At about age four, a lot of things start happening or changing for an infant. Some of the first memories we can remember happen around this time but perhaps the biggest jump in development has to do with understanding other people. You see, from age four onward infants no longer see the world as their oyster and realize other people can have drastically different point of views. They begin to understand that the information they have might not be shared by the person next to them and vice-versa.
Now, German researchers think they know what’s the biological mechanism that triggers this jump of out-of-mind consciousness: a critical fiber connection that consolidates as the brain matures at age 4.
Generally speaking, the ability to attribute mental states to oneself and others and to understand that others have beliefs, desires, intentions, and perspectives that are different from one’s own is called the Theory of Mind.

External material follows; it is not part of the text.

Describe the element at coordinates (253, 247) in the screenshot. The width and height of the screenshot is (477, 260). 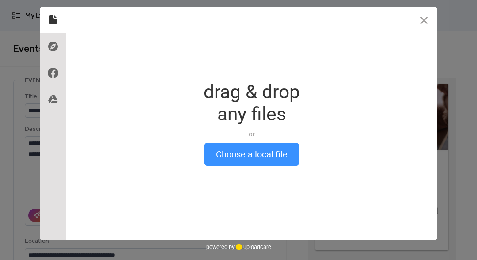
I see `a: uploadcare` at that location.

Children aged 4 or less seem to be devoid of this ability and, quite frankly, they’re some of the most egocentric beings. If they want a toy or something to eat, they just scream as hard as they can and give nothing in return but silence, that’s if the parents are fortunate enough. But you can’t blame them, really. They simply don’t have the mental machinery yet to ‘mind read’ other people.
For instance, when researchers showed a 3-year-old a chocolate box that contained pencils instead of chocolates and asked him what another child should expect to find in the box, the reply was ‘pencils’. A year later, around age four, the same child understood that another person must have hoped for chocolates because that’s what the box suggests.
German researchers from Leiden University now think they know what’s behind this magic transformation. Their research suggests that brain fibers start maturing in a structure called the arcuate fascicle between the ages three and four years. These fibers establish a connection between two critical brain regions: one at the back of the temporal lobe that supports ‘adult thinking’ about others and their thoughts, and another region nested in the frontal lobe that’s involved in keeping things at different levels of abstraction. This connection is what helps us understand what the real world is and what the thoughts of other people might be.
This new connection in the brain supports the ‘theory of mind’ regardless of other cognitive abilities like intelligence, language or impulse control, as reported in Nature Communications.